None of those are a story. At best, they’re taglines. They’re a vast simplification of what went on behind the scenes. One of two things is wrong. Either the process is being vastly understated or the result is being vastly overstated. But we hear them enough, and we start to believe them.
And then worse, we get so used to the “I wanted to learn a language, so I just did it” narratives, that just the smallest fragment of information sets our brain to work constructing them for ourselves, even when nobody is telling them to us.
We see a TikTok of someone studying, twenty seconds of footage, motivational quote overlayed, and we assume they study all day every day. We catch a fleeting glance of someone we don’t know holding a book with the title “Russian for Beginners” and a little part of us whispers that they’ll be fluent by Christmas. We watch one sentence or two of someone having a conversation that sounds flawless, maybe it is, maybe it isn’t, and maybe we don’t understand a single word they’re saying, and we tell ourselves they must have a unique gift for language learning that we lack. One mention of the phrase “I’m obsessed with Japanese and Arabic” and our brain jumps to tell us they’re probably at near native level in both.
It's almost like we cling onto these half-truths as an opportunity to colour in the blank spaces for ourselves, and make ourselves feel worse.
The stories that you’re comparing yourself and your journey with are just incomplete. And those stories can lead you, deliberately or not, to fill in the gaps with overestimations and assumptions that mean that they are better, faster and more successful than you.
So if there’s one takeaway today, it’s be aware of all the smoke and mirrors around you in the language stories you hear. If there are two takeaways today, it’s beware the language fairy tales AND beware all the blank spaces your brain has set about joining together, entirely creatively, when you try to build a mental picture of someone else’s story.
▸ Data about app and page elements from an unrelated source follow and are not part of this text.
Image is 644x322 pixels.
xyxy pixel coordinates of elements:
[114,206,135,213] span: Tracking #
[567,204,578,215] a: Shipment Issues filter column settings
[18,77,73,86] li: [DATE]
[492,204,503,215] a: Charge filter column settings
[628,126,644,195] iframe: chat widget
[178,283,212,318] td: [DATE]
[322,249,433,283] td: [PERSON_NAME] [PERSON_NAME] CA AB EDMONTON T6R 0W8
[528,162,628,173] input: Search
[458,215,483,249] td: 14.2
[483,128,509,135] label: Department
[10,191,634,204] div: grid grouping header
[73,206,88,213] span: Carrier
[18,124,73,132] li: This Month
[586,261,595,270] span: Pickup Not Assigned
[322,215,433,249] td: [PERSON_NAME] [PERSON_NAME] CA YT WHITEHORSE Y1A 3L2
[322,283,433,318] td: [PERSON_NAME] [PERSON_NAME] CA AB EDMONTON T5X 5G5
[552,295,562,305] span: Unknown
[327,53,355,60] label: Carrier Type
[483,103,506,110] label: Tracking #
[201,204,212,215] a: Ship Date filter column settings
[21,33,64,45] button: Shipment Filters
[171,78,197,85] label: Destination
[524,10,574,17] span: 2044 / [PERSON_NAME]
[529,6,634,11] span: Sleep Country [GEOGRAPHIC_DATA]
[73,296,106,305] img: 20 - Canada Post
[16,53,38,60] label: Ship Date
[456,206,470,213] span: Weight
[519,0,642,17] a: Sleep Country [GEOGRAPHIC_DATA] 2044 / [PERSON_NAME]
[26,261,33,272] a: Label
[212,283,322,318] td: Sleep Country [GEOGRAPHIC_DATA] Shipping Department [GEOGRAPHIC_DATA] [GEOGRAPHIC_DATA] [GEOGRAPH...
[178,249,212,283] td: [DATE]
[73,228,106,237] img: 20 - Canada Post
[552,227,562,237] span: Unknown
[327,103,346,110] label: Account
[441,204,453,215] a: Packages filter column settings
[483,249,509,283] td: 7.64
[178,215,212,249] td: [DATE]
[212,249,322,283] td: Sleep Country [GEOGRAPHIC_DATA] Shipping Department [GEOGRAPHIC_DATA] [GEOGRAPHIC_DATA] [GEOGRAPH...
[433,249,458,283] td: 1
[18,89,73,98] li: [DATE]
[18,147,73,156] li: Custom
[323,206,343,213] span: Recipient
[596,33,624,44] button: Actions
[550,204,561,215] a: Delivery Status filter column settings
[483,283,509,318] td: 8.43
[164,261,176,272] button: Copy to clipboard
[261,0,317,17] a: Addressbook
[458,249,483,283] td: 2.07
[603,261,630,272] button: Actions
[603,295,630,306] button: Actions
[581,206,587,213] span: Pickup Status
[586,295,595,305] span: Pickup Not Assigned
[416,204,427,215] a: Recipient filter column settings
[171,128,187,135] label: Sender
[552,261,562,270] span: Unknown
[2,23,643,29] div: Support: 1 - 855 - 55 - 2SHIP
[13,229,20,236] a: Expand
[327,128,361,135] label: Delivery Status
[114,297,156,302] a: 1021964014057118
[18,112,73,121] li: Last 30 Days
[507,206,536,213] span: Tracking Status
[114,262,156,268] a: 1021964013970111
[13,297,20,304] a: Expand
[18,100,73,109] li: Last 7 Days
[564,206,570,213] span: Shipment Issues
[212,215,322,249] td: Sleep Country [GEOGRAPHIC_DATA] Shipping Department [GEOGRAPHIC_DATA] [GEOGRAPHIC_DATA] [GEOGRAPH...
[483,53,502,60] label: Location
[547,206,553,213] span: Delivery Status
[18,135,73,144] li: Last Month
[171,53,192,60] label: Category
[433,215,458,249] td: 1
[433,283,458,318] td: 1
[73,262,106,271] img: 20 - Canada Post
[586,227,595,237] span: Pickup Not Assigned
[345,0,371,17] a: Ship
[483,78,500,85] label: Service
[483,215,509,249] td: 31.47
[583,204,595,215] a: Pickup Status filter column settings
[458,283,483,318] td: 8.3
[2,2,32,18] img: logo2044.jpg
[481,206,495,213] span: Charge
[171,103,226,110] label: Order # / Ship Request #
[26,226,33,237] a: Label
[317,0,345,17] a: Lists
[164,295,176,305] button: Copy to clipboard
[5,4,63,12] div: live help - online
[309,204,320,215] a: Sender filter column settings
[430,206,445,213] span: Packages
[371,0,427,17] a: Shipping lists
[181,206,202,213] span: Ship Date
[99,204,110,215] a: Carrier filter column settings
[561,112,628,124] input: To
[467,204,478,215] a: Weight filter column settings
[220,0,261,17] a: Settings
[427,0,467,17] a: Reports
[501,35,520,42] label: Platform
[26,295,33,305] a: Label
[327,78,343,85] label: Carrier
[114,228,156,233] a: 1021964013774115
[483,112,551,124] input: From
Beware of doodling in the blank spaces.
Don’t stand for it, language learners. Don’t let this stuff permeate your skin and make you feel like you’re slow, or behind, or doing it wrong. Insist on the truth. Ask questions. Probe into the processes. Demand conversations where we don’t just brush the ordinary stuff under the carpet, because this stuff matters.
You’re doing fine. Your language experience is normal, and if it feels a bit mundane sometimes, know that over time, so much more progress comes from the daily routines and consistent habits than the flashy moments of unboxing a new thing, or instagrammable weekend jaunts abroad. Go at your own pace, do what you think is right for you, and I promise you, all this hard work will pay off.
Have a wonderful day, and I will see you tomorrow.